AlcudiaPollensa2

About Alcúdia and Pollensa and the north of Mallorca and any other stuff that seems interesting.

The Bars’ Big Day Off

Posted by andrew on March 9, 2011

What on earth is everyone going to do? A day with no bars or restaurants. We’ll all have to do some work for once. And re-arrange the location for all our meetings. Where? Nary a café nor bar with its doors open, we’ll have to use things like offices. We’ll have to make our own coffee and, so, rather than complaining about the cost of a café’s cortado, we’ll moan about the price of a packet of molido from the supermarket. Life will simply be unbearable.

The bars and restaurants of the Balearics are planning on taking a day off. All of them. Ha-ha-ha. As if. One day in the not-too-distant future, in an act of protest against the smoking ban, the coffee machines will lie idle, the tapas will be taped up and the cañas will be canned.

One supposes that the bar owners will hope that this decaffeinated day will prompt an uprising of the dislocated populace, wandering aimlessly like the lost tribes of Israel in vain search of a welcoming terrace. Government buildings will be stormed. Riots will ensue. “We need our coffee!” will shout the dispossessed. Spain’s “coffee revolution” will occur.

Will it? Hardly. First problem is going to be getting all bars and restaurants to agree as to the day. What about a Sunday? You must be joking. Busiest day of the week. Erm, so how about a Tuesday? Are you kidding? It’s market day in … (add as applicable). Tell you what. A Saturday. 9 April. You what? It’s the first day of the boat fair in Puerto Alcúdia.

The bar and restaurant owners aren’t totally stupid, unlike the airport workers. They intend to have their day of protest before the tourism season kicks in. Of course they will. They’re not going to close once the punters start streaming in from the easyJets.

But getting agreement or universal support for a day’s closure sounds as unlikely as the local population announcing a collective abstinence from coffee, regardless of whether it’s inspired by bar closure or not. There’s one very good reason why it will be hard to agree to. Self-interest. Takings may, allegedly, be down by 20, 30, 40%, but mass action by a suddenly co-operative union of bar and restaurant owners would reverse the tradition of looking after number one. If this day does go ahead and is a success, I’ll eat my coffee machine.

This is not the first time that a protest of this sort has been considered, albeit that previously it was for an altogether different reason. In Alcúdia, rather than a pointless street demo, the idea was floated of a mass closure – during the tourist season – as a way of voicing discontent with the effects of all-inclusives.

Damaging though this might have been, in various ways, it would have been intended to show the damaging, long-term impact of all-inclusives – a resort with no bars or restaurants open, because they no longer have the business. Over-dramatic perhaps, but, as demonstrations go, it would have been powerful. But it would never have happened and never will happen. It’s all down to self-interest.

If the bar and restaurant owners’ day of inaction does get agreed to, what would happen were some bars to ignore it? Are there going to be pickets flying around, trying to prevent customers getting in?

Assuming that the bars and restaurants are prepared to forego a day’s business, what about effects to other businesses? The hard-pressed ensaïmada industry, sales already generally down, will suffer a day’s loss of fresh lard being scoffed. Newspaper publishers will also suffer, because there will be no bars to buy their papers for the clientele to read, though they might also benefit as said clientele would have to actually fork out for a paper for once.

There would be ripples in the wider economy from a bar’s day of inaction, but these ripples would be nothing compared with the floods that might occur. No bar open. Where the heck do you go for a pee?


**WHAT THE TASK ASKS**. Determine the number of lines in the data that contain "JSON", and write only that number.

------ DATA PROVIDED

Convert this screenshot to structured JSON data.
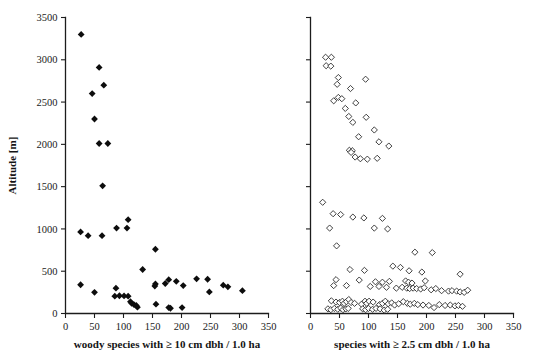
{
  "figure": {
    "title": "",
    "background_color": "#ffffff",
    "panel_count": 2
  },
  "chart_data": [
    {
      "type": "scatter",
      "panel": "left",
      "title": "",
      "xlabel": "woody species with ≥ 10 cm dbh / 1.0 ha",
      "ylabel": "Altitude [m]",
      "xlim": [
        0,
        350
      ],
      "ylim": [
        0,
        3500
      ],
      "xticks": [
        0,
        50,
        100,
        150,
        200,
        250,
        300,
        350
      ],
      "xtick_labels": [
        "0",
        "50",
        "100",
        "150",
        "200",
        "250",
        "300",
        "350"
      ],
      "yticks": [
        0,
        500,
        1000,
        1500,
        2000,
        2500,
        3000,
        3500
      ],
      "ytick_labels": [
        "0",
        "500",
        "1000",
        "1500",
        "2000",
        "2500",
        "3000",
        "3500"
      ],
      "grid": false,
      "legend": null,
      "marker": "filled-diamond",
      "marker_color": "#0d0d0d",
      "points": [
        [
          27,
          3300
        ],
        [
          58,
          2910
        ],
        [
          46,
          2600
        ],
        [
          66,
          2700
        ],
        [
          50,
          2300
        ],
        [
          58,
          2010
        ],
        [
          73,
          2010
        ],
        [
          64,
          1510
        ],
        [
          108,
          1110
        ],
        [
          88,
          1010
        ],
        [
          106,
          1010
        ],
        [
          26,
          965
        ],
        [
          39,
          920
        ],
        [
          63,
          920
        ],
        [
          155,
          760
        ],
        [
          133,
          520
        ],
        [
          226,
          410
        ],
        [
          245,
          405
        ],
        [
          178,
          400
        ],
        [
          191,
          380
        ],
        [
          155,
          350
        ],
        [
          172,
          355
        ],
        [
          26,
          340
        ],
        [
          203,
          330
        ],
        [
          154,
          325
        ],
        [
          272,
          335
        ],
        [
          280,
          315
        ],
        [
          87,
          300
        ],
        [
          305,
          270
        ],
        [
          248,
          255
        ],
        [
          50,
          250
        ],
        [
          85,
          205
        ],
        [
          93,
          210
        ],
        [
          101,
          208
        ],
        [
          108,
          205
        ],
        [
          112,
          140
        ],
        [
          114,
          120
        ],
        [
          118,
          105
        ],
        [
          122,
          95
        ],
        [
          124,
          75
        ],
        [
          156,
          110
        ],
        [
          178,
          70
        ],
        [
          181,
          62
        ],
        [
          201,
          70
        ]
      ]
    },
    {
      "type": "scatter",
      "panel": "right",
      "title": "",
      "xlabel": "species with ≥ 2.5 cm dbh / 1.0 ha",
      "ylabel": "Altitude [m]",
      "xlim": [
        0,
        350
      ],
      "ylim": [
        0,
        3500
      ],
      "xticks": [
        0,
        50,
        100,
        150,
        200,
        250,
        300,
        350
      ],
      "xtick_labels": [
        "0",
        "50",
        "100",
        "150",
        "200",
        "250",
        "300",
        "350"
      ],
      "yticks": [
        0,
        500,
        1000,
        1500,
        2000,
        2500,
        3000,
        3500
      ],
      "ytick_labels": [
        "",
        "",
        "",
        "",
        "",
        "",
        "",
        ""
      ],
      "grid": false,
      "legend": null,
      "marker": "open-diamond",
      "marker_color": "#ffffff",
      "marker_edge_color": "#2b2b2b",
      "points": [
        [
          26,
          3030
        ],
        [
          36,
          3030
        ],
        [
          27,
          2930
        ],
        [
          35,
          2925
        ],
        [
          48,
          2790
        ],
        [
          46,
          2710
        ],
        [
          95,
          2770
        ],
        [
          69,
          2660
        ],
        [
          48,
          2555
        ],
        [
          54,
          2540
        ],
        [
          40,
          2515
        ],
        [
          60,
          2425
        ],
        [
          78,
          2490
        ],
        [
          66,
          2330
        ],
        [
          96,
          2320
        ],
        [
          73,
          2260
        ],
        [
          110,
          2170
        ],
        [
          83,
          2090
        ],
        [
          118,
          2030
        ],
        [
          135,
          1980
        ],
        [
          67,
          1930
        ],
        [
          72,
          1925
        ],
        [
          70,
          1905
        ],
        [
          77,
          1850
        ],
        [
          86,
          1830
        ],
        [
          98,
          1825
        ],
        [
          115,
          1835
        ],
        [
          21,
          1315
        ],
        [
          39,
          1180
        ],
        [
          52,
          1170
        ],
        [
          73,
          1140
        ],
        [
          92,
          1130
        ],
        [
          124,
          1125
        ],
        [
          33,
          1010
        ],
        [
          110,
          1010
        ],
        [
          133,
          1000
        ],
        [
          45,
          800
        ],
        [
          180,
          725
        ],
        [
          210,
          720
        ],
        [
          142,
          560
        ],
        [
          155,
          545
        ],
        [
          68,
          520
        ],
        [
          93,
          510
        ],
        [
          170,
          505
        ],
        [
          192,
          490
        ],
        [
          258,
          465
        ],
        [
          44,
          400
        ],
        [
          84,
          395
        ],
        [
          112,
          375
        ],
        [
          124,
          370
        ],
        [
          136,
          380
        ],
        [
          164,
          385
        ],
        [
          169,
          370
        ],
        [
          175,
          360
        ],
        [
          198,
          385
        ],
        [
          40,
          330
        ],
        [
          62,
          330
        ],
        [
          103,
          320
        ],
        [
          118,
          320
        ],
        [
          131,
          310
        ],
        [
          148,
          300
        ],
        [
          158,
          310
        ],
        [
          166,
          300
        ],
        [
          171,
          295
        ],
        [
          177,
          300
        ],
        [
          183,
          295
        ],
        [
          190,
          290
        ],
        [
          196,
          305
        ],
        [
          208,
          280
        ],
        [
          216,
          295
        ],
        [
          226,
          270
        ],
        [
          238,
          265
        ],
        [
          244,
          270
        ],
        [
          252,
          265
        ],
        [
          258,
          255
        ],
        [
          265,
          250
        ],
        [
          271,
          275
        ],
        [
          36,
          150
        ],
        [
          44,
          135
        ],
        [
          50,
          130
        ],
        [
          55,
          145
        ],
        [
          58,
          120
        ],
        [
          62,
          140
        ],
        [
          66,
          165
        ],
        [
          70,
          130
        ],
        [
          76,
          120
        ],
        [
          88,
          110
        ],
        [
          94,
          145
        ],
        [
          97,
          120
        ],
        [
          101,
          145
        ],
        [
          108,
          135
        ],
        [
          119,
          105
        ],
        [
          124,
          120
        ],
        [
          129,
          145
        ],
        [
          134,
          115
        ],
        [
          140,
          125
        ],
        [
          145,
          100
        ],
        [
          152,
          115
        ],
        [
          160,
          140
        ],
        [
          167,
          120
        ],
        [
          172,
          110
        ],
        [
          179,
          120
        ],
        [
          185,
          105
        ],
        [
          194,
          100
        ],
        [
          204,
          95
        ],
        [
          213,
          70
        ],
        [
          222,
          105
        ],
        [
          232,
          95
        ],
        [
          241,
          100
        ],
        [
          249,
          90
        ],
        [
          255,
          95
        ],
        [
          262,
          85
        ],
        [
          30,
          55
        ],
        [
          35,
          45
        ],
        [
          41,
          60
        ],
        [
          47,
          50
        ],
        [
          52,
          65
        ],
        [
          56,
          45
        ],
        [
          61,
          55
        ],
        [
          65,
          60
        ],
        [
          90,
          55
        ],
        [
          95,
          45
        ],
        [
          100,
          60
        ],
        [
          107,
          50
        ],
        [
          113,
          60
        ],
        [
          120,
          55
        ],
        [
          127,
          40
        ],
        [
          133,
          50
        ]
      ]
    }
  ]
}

------------
------ DATA PROVIDED

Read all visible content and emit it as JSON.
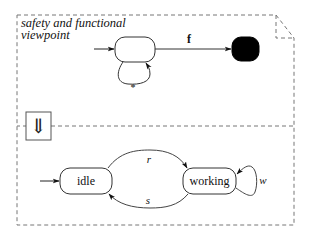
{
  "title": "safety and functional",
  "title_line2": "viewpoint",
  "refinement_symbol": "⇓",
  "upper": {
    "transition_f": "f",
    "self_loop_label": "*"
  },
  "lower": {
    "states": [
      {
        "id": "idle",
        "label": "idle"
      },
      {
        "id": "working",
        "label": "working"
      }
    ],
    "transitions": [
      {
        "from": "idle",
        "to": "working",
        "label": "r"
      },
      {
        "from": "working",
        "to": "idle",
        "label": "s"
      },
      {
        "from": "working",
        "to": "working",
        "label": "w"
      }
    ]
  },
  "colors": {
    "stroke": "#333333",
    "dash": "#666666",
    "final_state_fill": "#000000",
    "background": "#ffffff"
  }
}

------------

**WRITTEN ANSWER**. 2